Philo Dunning (March 23, 1819 – September 10, 1900) was an American merchant and druggist from Madison, Wisconsin, who held a number of local office, spent a single one-year term as a Reform Party member of the Wisconsin State Assembly from Dane County,[1] and served on the state fisheries commission.
Background
Dunning was born in Webster, New York, on March 23, 1819. He had a common school education, and became a merchant and druggist by trade. He arrived in Wisconsin Territory in 1840, and settled in Dane County, first in Blooming Grove, where he farmed, and later moved into downtown Madison, reportedly because "the railroad built its tracks across their front yard." His original home in Blooming Grove is still standing.[2]
He was a delegate from Dane County to the May 1841 territorial Democratic Party meeting.[3] In 1851 he was a member of both the Wisconsin Agricultural Society and the Dane County Agricultural Society.[4] For some years prior to 1877, he operated a sawmill on Clyde Creek in the nearby Town of Burke, which he either bought or built in 1841 (accounts differ).[5]
With his long-time partner Edwin Sumner, "Dunning and Sumner" on Pinckney Street in downtown Madison were retail and wholesale druggists, grocers, and sellers of products including "paints, oils, brushes, toilet articles, spectacles, etc." from 1868 or earlier until at least as late as 1892.[7][8]
Public office
In 1852, Dunning was elected to the board of supervisors (city council) of the Town of Madison and served as its chairman and thus ex officio as a member of Dane County's County Board. He was elected County Treasurer of Dane county in 1854. When in 1856 the City of Madison was chartered as a separate entity, he was elected to its first Board of Supervisors.[9]
He served again on the Dane County Board of Supervisors for the 1878–1879 term from the 2nd Ward of Madison.
From 1879 to 1893 he was a member of the Wisconsin Fish Commission; from 1887 to 1893 he served as president of that body.[11] In the spring of 1889 he was elected to the executive committee of the American Fisheries Society.[12]
In May 1893 it was announced that he had retired from business "to take life easy".[13] He died on September 10, 1900, after suffering from paralysis for a year,[14] and he is buried in Madison's Forest Hill Cemetery.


YOUR TASK -
Whenever a line in the material below contains "terminal", copy that line.

SUPPLIED RECORDS -
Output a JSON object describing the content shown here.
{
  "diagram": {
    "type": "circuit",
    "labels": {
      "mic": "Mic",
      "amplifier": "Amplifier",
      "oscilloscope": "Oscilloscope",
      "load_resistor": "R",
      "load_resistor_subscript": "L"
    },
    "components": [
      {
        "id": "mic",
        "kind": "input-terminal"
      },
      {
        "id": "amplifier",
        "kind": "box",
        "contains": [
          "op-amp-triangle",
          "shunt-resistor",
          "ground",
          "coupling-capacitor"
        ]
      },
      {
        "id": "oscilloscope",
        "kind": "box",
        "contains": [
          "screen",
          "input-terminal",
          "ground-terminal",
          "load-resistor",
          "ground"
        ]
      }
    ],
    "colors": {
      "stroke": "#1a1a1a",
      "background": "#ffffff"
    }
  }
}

--

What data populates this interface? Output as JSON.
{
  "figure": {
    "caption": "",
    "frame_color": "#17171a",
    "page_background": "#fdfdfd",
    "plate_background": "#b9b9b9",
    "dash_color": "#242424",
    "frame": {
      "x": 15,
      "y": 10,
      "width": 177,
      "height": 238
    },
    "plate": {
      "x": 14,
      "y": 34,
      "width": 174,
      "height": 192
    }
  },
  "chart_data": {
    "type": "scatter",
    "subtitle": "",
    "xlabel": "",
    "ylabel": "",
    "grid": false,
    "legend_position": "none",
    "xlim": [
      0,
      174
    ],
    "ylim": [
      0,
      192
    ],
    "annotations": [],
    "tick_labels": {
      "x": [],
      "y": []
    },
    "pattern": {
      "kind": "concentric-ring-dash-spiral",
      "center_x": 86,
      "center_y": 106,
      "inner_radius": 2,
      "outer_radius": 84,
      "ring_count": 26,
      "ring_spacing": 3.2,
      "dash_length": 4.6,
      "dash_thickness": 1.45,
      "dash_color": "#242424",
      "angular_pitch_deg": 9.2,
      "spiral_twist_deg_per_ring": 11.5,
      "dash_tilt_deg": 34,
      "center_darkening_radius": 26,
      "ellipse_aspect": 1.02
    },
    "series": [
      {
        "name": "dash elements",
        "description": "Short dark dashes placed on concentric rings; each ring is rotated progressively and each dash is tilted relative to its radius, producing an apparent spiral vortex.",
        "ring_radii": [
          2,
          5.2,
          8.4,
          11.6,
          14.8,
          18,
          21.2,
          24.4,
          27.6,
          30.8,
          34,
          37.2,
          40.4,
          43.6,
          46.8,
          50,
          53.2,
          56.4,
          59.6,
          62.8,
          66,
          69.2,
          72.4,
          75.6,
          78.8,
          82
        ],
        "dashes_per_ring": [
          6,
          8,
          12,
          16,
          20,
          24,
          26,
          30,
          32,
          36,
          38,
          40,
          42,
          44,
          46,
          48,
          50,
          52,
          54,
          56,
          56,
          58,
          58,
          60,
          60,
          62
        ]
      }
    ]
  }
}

--

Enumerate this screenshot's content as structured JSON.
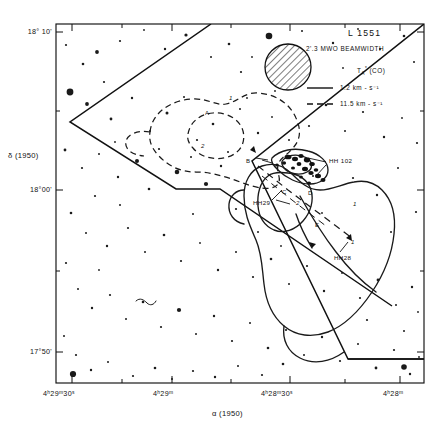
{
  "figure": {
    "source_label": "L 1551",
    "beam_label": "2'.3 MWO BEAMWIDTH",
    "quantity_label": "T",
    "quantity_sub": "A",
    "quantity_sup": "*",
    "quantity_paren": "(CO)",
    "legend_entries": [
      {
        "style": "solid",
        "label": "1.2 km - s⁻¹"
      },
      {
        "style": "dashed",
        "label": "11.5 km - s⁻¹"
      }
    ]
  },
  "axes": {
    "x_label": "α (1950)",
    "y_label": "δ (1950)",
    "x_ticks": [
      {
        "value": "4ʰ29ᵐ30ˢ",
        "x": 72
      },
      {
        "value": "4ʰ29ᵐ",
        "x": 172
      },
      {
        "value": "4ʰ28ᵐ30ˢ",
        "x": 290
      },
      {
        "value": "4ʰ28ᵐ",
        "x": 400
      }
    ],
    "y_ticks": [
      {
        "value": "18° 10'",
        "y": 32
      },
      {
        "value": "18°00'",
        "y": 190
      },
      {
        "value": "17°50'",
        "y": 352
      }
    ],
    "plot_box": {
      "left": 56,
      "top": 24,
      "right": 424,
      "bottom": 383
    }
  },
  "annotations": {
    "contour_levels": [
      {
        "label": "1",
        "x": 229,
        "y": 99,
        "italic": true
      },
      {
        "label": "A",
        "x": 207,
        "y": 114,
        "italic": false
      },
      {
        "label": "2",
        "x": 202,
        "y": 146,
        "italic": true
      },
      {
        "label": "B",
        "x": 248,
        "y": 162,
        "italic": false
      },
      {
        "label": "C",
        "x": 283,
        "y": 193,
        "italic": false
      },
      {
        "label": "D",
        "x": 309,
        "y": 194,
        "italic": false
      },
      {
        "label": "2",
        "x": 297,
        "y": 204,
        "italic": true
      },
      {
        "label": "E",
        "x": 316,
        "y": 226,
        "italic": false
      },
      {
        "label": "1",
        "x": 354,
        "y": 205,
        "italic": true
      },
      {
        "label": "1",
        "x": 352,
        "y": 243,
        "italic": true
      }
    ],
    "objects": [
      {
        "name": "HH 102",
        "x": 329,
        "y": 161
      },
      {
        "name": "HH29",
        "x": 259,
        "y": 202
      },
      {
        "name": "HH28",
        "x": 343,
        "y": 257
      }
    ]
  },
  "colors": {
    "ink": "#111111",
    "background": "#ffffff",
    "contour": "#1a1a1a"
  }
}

OUTPUT FOR THIS EXERCISE -
        "kind": "input-terminal"
          "input-terminal",
          "ground-terminal",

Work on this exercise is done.